If i post a tweet it will be inserted with no problem. But how would I or anyone else find my tweet? I heard mongodb has indexes so maybe I can index author and find my tweet however I can't imagine that being efficient if everyone does that. Also time has to be indexed.
So from what I understand (I think i saw some slides twitter released) twitter has a 'timeline' so everytime a person tweets twitter inserts the tweetid in everyone timeline which is indexed by date and when a given user browse it grabs available tweets sorted by time.
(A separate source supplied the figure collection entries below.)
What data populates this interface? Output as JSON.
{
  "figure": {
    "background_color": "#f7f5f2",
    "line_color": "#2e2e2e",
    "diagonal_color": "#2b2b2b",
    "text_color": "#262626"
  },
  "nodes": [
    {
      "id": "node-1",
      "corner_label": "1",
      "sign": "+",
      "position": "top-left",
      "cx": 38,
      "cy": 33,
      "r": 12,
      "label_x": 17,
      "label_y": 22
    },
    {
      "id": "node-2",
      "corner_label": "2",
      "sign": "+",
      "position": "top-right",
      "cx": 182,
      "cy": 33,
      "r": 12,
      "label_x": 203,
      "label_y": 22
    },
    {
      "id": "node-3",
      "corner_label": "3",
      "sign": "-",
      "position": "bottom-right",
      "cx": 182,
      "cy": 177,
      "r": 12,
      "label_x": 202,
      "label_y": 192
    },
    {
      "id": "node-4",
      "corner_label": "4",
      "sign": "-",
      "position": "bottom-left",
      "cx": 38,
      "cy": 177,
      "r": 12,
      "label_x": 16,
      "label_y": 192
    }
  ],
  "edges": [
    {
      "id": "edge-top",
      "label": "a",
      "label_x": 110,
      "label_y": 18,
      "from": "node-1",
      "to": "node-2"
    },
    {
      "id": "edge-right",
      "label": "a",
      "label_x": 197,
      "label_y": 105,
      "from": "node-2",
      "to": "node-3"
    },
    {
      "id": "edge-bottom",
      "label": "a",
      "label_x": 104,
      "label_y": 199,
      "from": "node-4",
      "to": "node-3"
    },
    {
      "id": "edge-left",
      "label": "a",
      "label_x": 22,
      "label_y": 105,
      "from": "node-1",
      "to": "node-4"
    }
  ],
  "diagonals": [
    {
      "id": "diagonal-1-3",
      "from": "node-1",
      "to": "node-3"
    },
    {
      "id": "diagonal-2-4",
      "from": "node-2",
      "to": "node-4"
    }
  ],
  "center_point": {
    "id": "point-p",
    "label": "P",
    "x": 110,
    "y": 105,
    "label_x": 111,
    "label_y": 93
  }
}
How would that be done in mongodb? The only solution I can think of is having a column in the tweet document saying {SendOut:DateStamp} which is removed when completed. If it didnt complete on the first attempt (checking timestamp to guess if it should be completed by now or not) then I would need to check all the watchers to see who hasn't received it and insert if they didn't. But also since theres no transactions i guess i need to index the SendOut column? Would this solution work? How would I efficiently insert a tweet and give it to everyone watching the user? (if this solution would not work)
It sounds like you're describing a model similar to pub/sub. Couldn't you instead just track that last post (by date) with each user object that the user last read? Users would requests tweets the same way, using various indexes including time.
I'm not sure what you need transactions for, but Mongo does support atomic operations.
[Updated]
So in other words, each user's object stores the dateTime of the last tweet read/delivered. Obviously you would also need the list of subscribed author IDs. To fetch new tweets you would ask for tweets indexed by both author_id,time properties and then sort by time.
By using the last read date from the user object and using it as the secondary index into your tweets collection, I don't believe you need either pub/sub or transactions to do it.
I might be missing something though.